The new findings also highlight the importance of attempting to replicate previous research.
“Psychology as a field is dealing with what has been described as a ‘replication crisis,’ where many results reported in the scientific literature can’t be reliably repeated by others,” Danvers said. “When results can’t replicate, we should be skeptical that they can tell us something reliable about how people work in general. Part of the reason this happens is because psychology journal editors have been reluctant to publish replications that contradict earlier findings but provide better evidence.”
A 2017 study that investigated 1,151 psychology journals found that only 33 of them explicitly stated that they welcomed replication studies for publication.

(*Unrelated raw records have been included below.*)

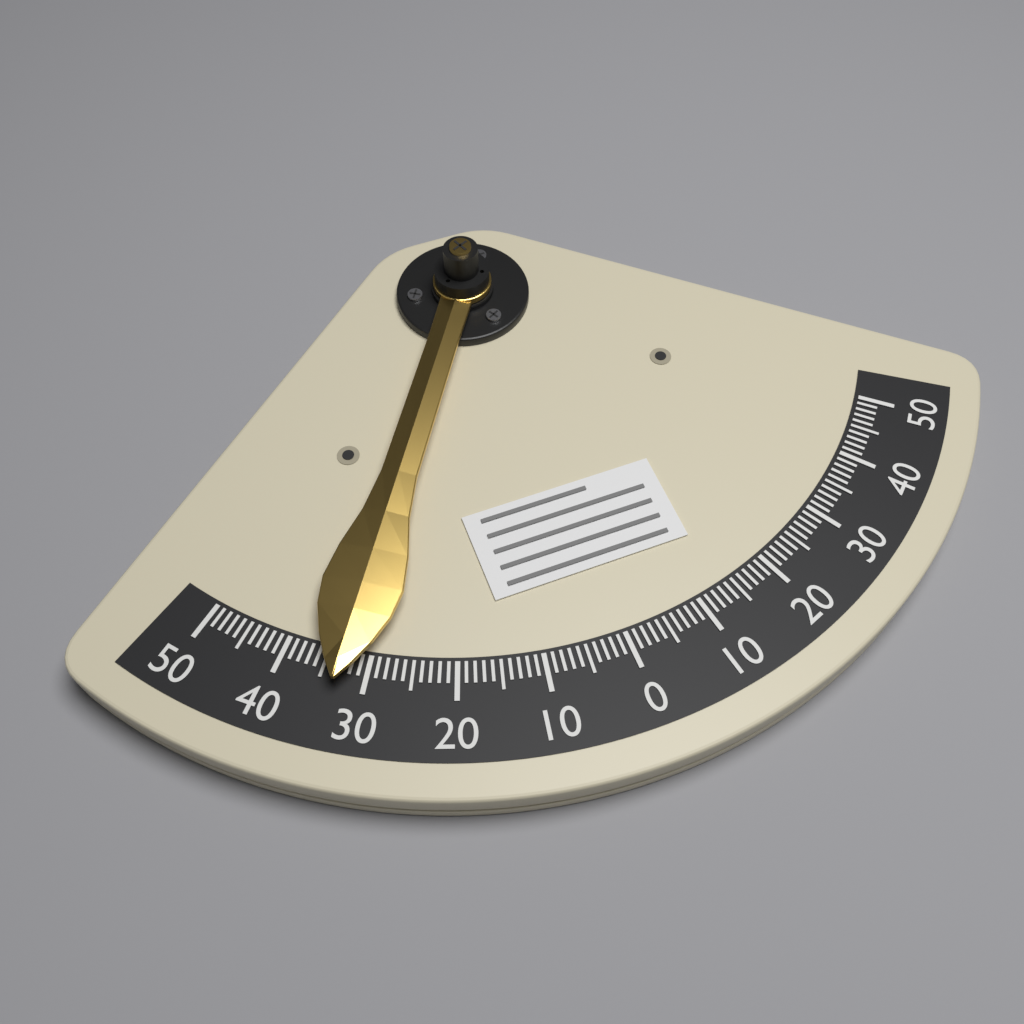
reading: 33 (no unit)
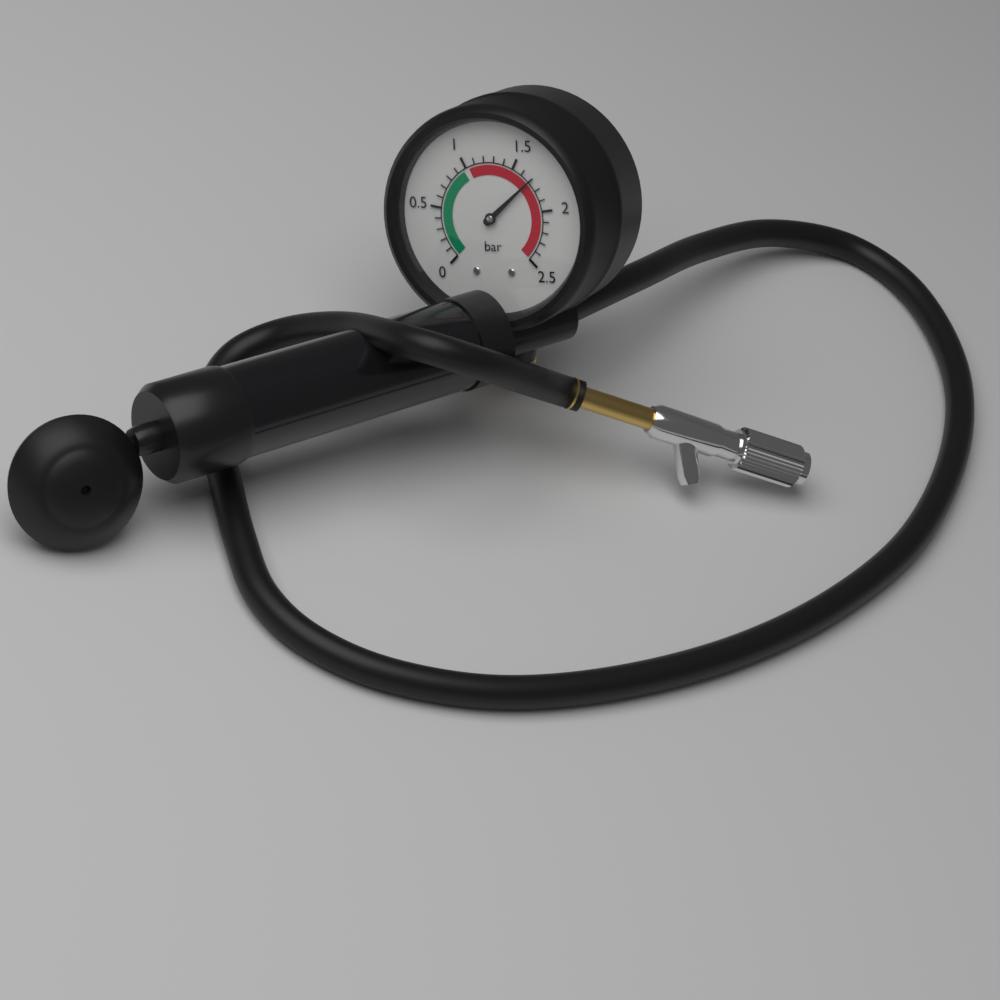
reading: 1.7 bar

“We saw some of this first hand in our own submission process, as our manuscript was rejected multiple times before being published,” Danvers noted. “I want to thank the editorial team at the Journal of Personality Research for allowing us to publish a much stronger study that ‘corrects the record’ on sighing and depression, allowing science to move forward in a slower but more reliable way.”
The study, “Is Frequent Sighing an Indicator of Dispositional Negative Emotionality? A Multi-Sample, Multi-Measure Naturalistic-Observation Study“, was authored by Alexander F. Danvers, Anne Milek, Allison M. Tackman, Deanna M. Kaplan, Megan L. Robbins, Angelina Poslinelli, Suzanne Moseley, Charles L. Raison, David Sbarra, and Matthias R. Mehl.